Along its course, the pericallosal artery gives off perforators for the corpus callosum, septum pellucidum, fornix, and anterior commissure. From the distal branches, running on the surface of the cortex, arise small arteries that supply the brain parenchyma. These arteries enter the parenchyma with a perpendicular course and can be subdivided into cortical, medullary, and corticomedullary arteries. The first of these supply the cortex and end with horizontal branches in the various cellular layers. The medullary arteries supply the superficial (short medullary branches) and deep white matter (long medullary branches). The latter run toward the ventricular wall. The corticomedullary arteries have aspects of both. These arteries are end arteries (De Reuck 1972). In their course, the medullary arteries are surrounded by a thin space (perimedullary spaces, Virchow-Robin spaces). It had been supposed that the perivascular space was continuous with the subarachnoid space. This, however, was not confirmed by electron microscopy (Hutchings - Weller 1986), which showed that the pia mater represents a clear barrier, separating the subarachnoid space from the subpial space and perivascular space. But neither the subarachnoid space nor the pia matter extends into the brain, accompanying the blood vessels as they run into the perivascular space.

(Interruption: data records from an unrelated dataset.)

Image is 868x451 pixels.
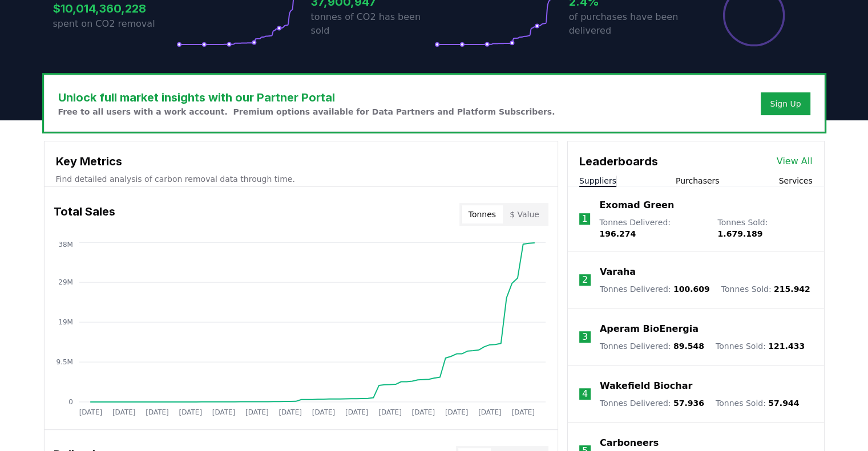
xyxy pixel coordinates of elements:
[278,409,302,417] tspan: [DATE]
[715,341,804,352] p: Tonnes Sold :
[579,175,616,186] button: Suppliers
[56,153,546,170] h3: Key Metrics
[112,409,135,417] tspan: [DATE]
[600,397,704,409] p: Tonnes Delivered :
[599,217,706,239] p: Tonnes Delivered :
[53,17,177,31] p: spent on CO2 removal
[579,153,658,170] h3: Leaderboards
[582,274,588,287] p: 2
[600,265,636,279] a: Varaha
[178,409,202,417] tspan: [DATE]
[478,409,502,417] tspan: [DATE]
[768,399,799,408] span: 57.944
[345,409,368,417] tspan: [DATE]
[58,319,73,327] tspan: 19M
[311,11,434,38] p: tonnes of CO2 has been sold
[717,229,762,238] span: 1.679.189
[774,284,811,294] span: 215.942
[599,199,674,212] a: Exomad Green
[600,322,698,336] a: Aperam BioEnergia
[411,409,434,417] tspan: [DATE]
[600,436,659,450] a: Carboneers
[511,409,534,417] tspan: [DATE]
[445,409,468,417] tspan: [DATE]
[673,342,704,350] span: 89.548
[502,206,546,223] button: $ Value
[582,330,588,344] p: 3
[600,283,710,295] p: Tonnes Delivered :
[673,399,704,408] span: 57.936
[56,173,546,184] p: Find detailed analysis of carbon removal data through time.
[721,283,811,295] p: Tonnes Sold :
[462,206,502,223] button: Tonnes
[715,397,799,409] p: Tonnes Sold :
[673,284,710,294] span: 100.609
[600,341,704,352] p: Tonnes Delivered :
[58,89,555,106] h3: Unlock full market insights with our Partner Portal
[778,175,811,186] button: Services
[58,278,73,286] tspan: 29M
[676,175,720,186] button: Purchasers
[54,203,116,226] h3: Total Sales
[69,398,73,406] tspan: 0
[717,217,811,239] p: Tonnes Sold :
[760,93,810,116] button: Sign Up
[768,342,804,350] span: 121.433
[600,380,692,393] a: Wakefield Biochar
[569,11,692,38] p: of purchases have been delivered
[79,409,102,417] tspan: [DATE]
[146,409,169,417] tspan: [DATE]
[245,409,268,417] tspan: [DATE]
[776,154,812,169] a: View All
[378,409,402,417] tspan: [DATE]
[581,212,587,226] p: 1
[312,409,335,417] tspan: [DATE]
[770,98,801,109] a: Sign Up
[58,241,73,249] tspan: 38M
[56,358,72,366] tspan: 9.5M
[599,229,636,238] span: 196.274
[58,106,555,117] p: Free to all users with a work account. Premium options available for Data Partners and Platform S...
[582,387,588,401] p: 4
[212,409,235,417] tspan: [DATE]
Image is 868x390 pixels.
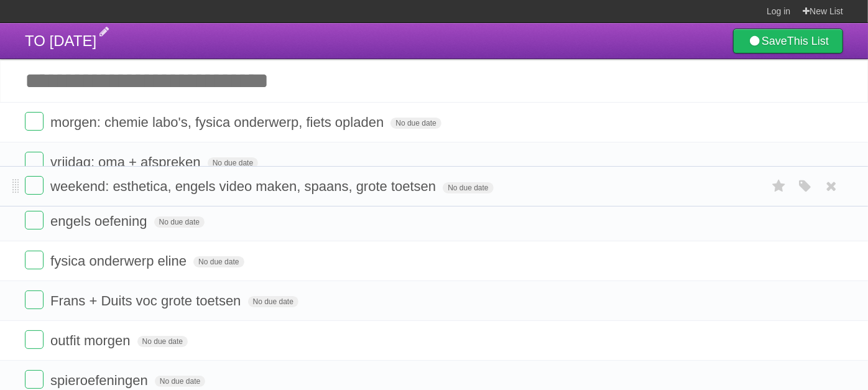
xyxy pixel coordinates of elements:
[25,330,43,349] label: Done
[51,178,439,194] span: weekend: esthetica, engels video maken, spaans, grote toetsen
[208,157,258,168] span: No due date
[51,154,204,170] span: vrijdag: oma + afspreken
[154,216,205,227] span: No due date
[25,112,43,131] label: Done
[767,176,791,196] label: Star task
[442,182,493,194] span: No due date
[194,256,244,268] span: No due date
[25,176,43,194] label: Done
[733,29,843,54] a: SaveThis List
[787,35,828,47] b: This List
[51,373,151,388] span: spieroefeningen
[25,211,43,229] label: Done
[391,117,441,129] span: No due date
[25,32,97,49] span: TO [DATE]
[51,115,387,130] span: morgen: chemie labo's, fysica onderwerp, fiets opladen
[51,253,190,269] span: fysica onderwerp eline
[25,152,43,170] label: Done
[51,213,150,229] span: engels oefening
[51,333,133,349] span: outfit morgen
[25,290,43,309] label: Done
[248,296,299,307] span: No due date
[137,336,188,347] span: No due date
[51,293,244,308] span: Frans + Duits voc grote toetsen
[25,370,43,389] label: Done
[155,376,205,387] span: No due date
[25,251,43,270] label: Done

Conversely, potential leptomeningeal (pial) anastomoses are present at the surface of the hemisphere in the border zone of the vascular territories between superficial branches of the ACA, MCA, and the posterior cerebral artery (PCA). Anastomoses are also present between both posterior pericallosal arteries arising from the ACA and PCA (see Fig. 4.1).

4.5 Angiogram

On the angiogram, the A1 segment is well recognizable in the AP oblique view (Figs. 4.3, 4.4, 4.74.10, and 4.12). It can be more difficult to make a precise identification of the AComA when bifurcation or trifurcation is present (Fig. 4.8). Among the perforators, the artery of Heubner can frequently be identified as a small branch, running back parallel to the A1 with a straight or undulating course (Figs. 4.3, 4.4, 4.8, and 4.10). See also Fig. 11.11 in Chap. 11.

The pericallosal and the callosomarginal arteries can be well discerned in the AP view. The course of these arteries as well as of their cortical branches, especially in the frontal area, may be more precisely demonstrated on the lateral angiogram. The posterior cortical branches (paracentral and parietal arteries) frequently cannot be identified because of overlapping with branches of the MCA. They can be identified when they are dilated and supply a vascular malformation (Fig. 4.6). Angio-MRI and Angio-CT are other diagnostic possibilities, though the angiogram offers better specific information. Some relationship to the cerebral parenchyma (chiasma, diencephalon, and corpus callosum) can be readily identified with MRI (Figs. 4.2 and 4.5).